Posted 26th November 2001

Brash Losing It
by Alan Marston

New Zealand Reserve Bank governor Don Brash gave a rather curious speech
last week that focused on the dangers of deflation. Deflation is where the
inflation rate goes negative as it did in the Great Depression and is
worrying because people defer buying goods as they will be cheaper tomorrow
- the opposite of what happens in inflation. Deflation, not to be confused
with disinflation where the inflation rate falls, can push a country into a
nasty spiral where postponed spending triggers sinking demand, resulting in
financial distress and layoffs.

Brash is on firm ground academically, professionally and with international
business. However he is on shaky ground in the real world and he knows it.
The theories about inflation being too many buyers chasing too few goods
has so many holes in it economists can't even use it as a theoretical
sieve.

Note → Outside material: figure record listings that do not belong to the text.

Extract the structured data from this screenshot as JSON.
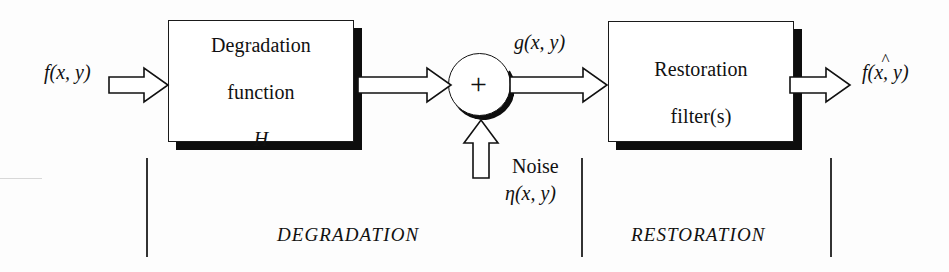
{
  "figure": {
    "type": "block-diagram",
    "background_color": "#fdfdfd",
    "ink_color": "#111111",
    "shadow_color": "#0d0d0d"
  },
  "inputs": {
    "source_signal": "f(x, y)",
    "source_signal_parts": {
      "func": "f",
      "open": "(",
      "x": "x",
      "comma": ", ",
      "y": "y",
      "close": ")"
    }
  },
  "blocks": [
    {
      "id": "degradation-function",
      "line1": "Degradation",
      "line2": "function",
      "symbol": "H"
    },
    {
      "id": "restoration-filter",
      "line1": "Restoration",
      "line2": "filter(s)"
    }
  ],
  "summing_junction": {
    "operator": "+",
    "name": "summing-junction"
  },
  "signals": {
    "degraded": "g(x, y)",
    "output": "f(x, y)",
    "output_hat": "^",
    "noise_label": "Noise",
    "noise_symbol": "η(x, y)"
  },
  "sections": [
    {
      "id": "degradation",
      "caption": "DEGRADATION"
    },
    {
      "id": "restoration",
      "caption": "RESTORATION"
    }
  ],
  "icons": {
    "arrow_input": "block-arrow-right-icon",
    "arrow_to_sum": "block-arrow-right-icon",
    "arrow_to_filter": "block-arrow-right-icon",
    "arrow_output": "block-arrow-right-icon",
    "arrow_noise": "block-arrow-up-icon"
  }
}
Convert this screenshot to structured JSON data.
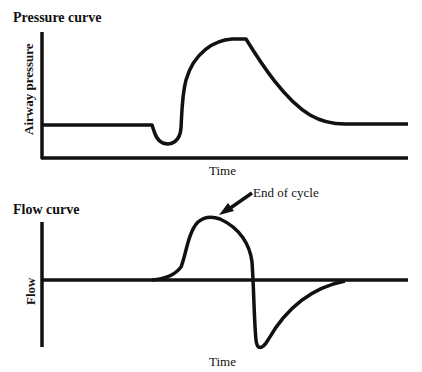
{
  "panels": {
    "pressure": {
      "title": "Pressure curve",
      "ylabel": "Airway pressure",
      "xlabel": "Time"
    },
    "flow": {
      "title": "Flow curve",
      "ylabel": "Flow",
      "xlabel": "Time",
      "annotation": "End of cycle"
    }
  },
  "colors": {
    "line": "#111111",
    "background": "#ffffff"
  }
}
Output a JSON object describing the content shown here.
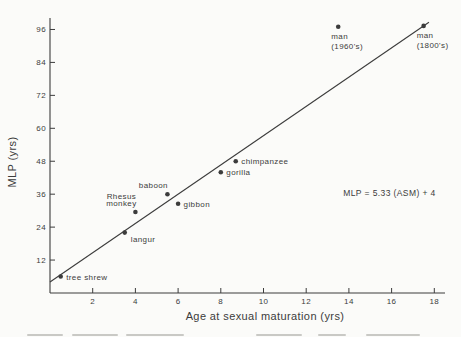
{
  "figure": {
    "background": "#fbfbf9",
    "ink": "#3c3c3c",
    "cropped_caption_visible": true
  },
  "chart_data": {
    "type": "scatter",
    "title": "",
    "xlabel": "Age at sexual maturation (yrs)",
    "ylabel": "MLP  (yrs)",
    "xlim": [
      0,
      18.6
    ],
    "ylim": [
      0,
      101
    ],
    "x_ticks": [
      2,
      4,
      6,
      8,
      10,
      12,
      14,
      16,
      18
    ],
    "y_ticks": [
      12,
      24,
      36,
      48,
      60,
      72,
      84,
      96
    ],
    "grid": false,
    "legend": "none",
    "points": [
      {
        "name": "tree shrew",
        "x": 0.5,
        "y": 6,
        "label_lines": [
          "tree shrew"
        ],
        "label_pos": "right"
      },
      {
        "name": "langur",
        "x": 3.5,
        "y": 22,
        "label_lines": [
          "langur"
        ],
        "label_pos": "below-right"
      },
      {
        "name": "Rhesus monkey",
        "x": 4.0,
        "y": 29.5,
        "label_lines": [
          "Rhesus",
          "monkey"
        ],
        "label_pos": "above-left"
      },
      {
        "name": "baboon",
        "x": 5.5,
        "y": 36,
        "label_lines": [
          "baboon"
        ],
        "label_pos": "above-left"
      },
      {
        "name": "gibbon",
        "x": 6.0,
        "y": 32.5,
        "label_lines": [
          "gibbon"
        ],
        "label_pos": "right"
      },
      {
        "name": "gorilla",
        "x": 8.0,
        "y": 44,
        "label_lines": [
          "gorilla"
        ],
        "label_pos": "right"
      },
      {
        "name": "chimpanzee",
        "x": 8.7,
        "y": 48,
        "label_lines": [
          "chimpanzee"
        ],
        "label_pos": "right"
      },
      {
        "name": "man (1960's)",
        "x": 13.5,
        "y": 97,
        "label_lines": [
          "man",
          "(1960's)"
        ],
        "label_pos": "below-left"
      },
      {
        "name": "man (1800's)",
        "x": 17.5,
        "y": 97.3,
        "label_lines": [
          "man",
          "(1800's)"
        ],
        "label_pos": "below-left"
      }
    ],
    "trendline": {
      "slope": 5.33,
      "intercept": 4,
      "x_start": 0.0,
      "x_end": 17.75
    },
    "annotation": {
      "text": "MLP = 5.33 (ASM) + 4",
      "x": 15.9,
      "y": 36.4
    }
  }
}
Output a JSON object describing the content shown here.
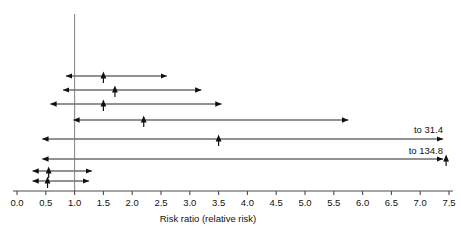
{
  "chart_data": {
    "type": "forest",
    "title": "",
    "xlabel": "Risk ratio (relative risk)",
    "ylabel": "",
    "xlim": [
      0.0,
      7.5
    ],
    "xticks": [
      "0.0",
      "0.5",
      "1.0",
      "1.5",
      "2.0",
      "2.5",
      "3.0",
      "3.5",
      "4.0",
      "4.5",
      "5.0",
      "5.5",
      "6.0",
      "6.5",
      "7.0",
      "7.5"
    ],
    "xtick_values": [
      0.0,
      0.5,
      1.0,
      1.5,
      2.0,
      2.5,
      3.0,
      3.5,
      4.0,
      4.5,
      5.0,
      5.5,
      6.0,
      6.5,
      7.0,
      7.5
    ],
    "grid": false,
    "legend": "none",
    "reference_line": 1.0,
    "null_value_label": "1.0",
    "studies": [
      {
        "index": 1,
        "point": 1.5,
        "low": 0.85,
        "high": 2.6,
        "low_clipped": false,
        "high_clipped": false,
        "high_label": ""
      },
      {
        "index": 2,
        "point": 1.7,
        "low": 0.8,
        "high": 3.2,
        "low_clipped": false,
        "high_clipped": false,
        "high_label": ""
      },
      {
        "index": 3,
        "point": 1.5,
        "low": 0.58,
        "high": 3.55,
        "low_clipped": false,
        "high_clipped": false,
        "high_label": ""
      },
      {
        "index": 4,
        "point": 2.2,
        "low": 0.98,
        "high": 5.75,
        "low_clipped": false,
        "high_clipped": false,
        "high_label": ""
      },
      {
        "index": 5,
        "point": 3.5,
        "low": 0.44,
        "high": 31.4,
        "low_clipped": false,
        "high_clipped": true,
        "high_label": "to 31.4"
      },
      {
        "index": 6,
        "point": 7.45,
        "low": 0.44,
        "high": 134.8,
        "low_clipped": false,
        "high_clipped": true,
        "high_label": "to 134.8"
      },
      {
        "index": 7,
        "point": 0.55,
        "low": 0.27,
        "high": 1.3,
        "low_clipped": false,
        "high_clipped": false,
        "high_label": ""
      },
      {
        "index": 8,
        "point": 0.53,
        "low": 0.27,
        "high": 1.25,
        "low_clipped": false,
        "high_clipped": false,
        "high_label": ""
      }
    ],
    "annotations": [
      "to 31.4",
      "to 134.8"
    ],
    "colors": {
      "axis": "#4a4a4a",
      "reference_line": "#8a8a8a",
      "interval": "#6e6e6e",
      "marker": "#111111",
      "text": "#111111",
      "background": "#ffffff"
    }
  },
  "geometry": {
    "x_origin_px": 17,
    "px_per_unit": 57.6,
    "axis_y_px": 191,
    "tick_len_px": 4,
    "tick_label_y_px": 206,
    "axis_title_x_px": 208,
    "axis_title_y_px": 222,
    "ref_line_top_px": 14,
    "ref_line_bottom_px": 191,
    "row_y_px": [
      76,
      90,
      104,
      120,
      139,
      159,
      171,
      181
    ],
    "annotation_x_px": [
      443,
      443
    ],
    "annotation_y_px": [
      133,
      154
    ],
    "clip_right_px": 443
  }
}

Reality is the great teacher, and the reality is people are not
plagued by a tsunami of goods, we are cursed by a monetary system that has
created a mountain of debt on our shoulders. There is too little money, not
too much, and the bleedin government instead of creating more for us, takes
it out of our pockets via tax and ships it overseas. Meanwhile banks are
left unrestrained in debt creation and the attendent new money which they
suddenly own. Its a mess and Brash is floundering in an ancient economic
boat, a leaky boat.

Dr Brash was speaking to managers of small and medium-sized businesses in
Whangarei and attempting to put the previous week's half a percentage point
cut in interest rates into the context of the overall operation of monetary
policy. So why did talk of deflation seem curious? Firstly, the RB has only
just managed to get inflation down under 3%. Secondly, as Dr Brash was at
pains to point out in his Monetary Policy Statement on November 14, the
economy is in rude good health, and that's the only thing that is in good
health. Brilliant Don. Its great having a rudely healthy economy while real
life is a struggle from one day to the next. In normal circumstances,
whatever `normal' means, Don would be looking to screw down the economy by
lifting interest rates. But as he has pointed out, these are not normal
circumstances. Sorry Don, the abnormal is the norm, get used to it, start
some lateral thinking.

The reason Don cut the cash rate, which was quickly followed up by banks
cutting their business and mortgage rates, was entirely due to external
factors - the deteriorating outlook for the economies of our trading
partners. Although international economists have made quite gloomy
forecasts, the RB did not think they were gloomy enough and its forecasts
assumed a particularly rough ride for the international economy. "We see
the real prospect of the economy slowing down quite significantly over the
next year or so," Dr Brash said. However, he does not see it as an imminent
danger here. What a relief ... yeah right.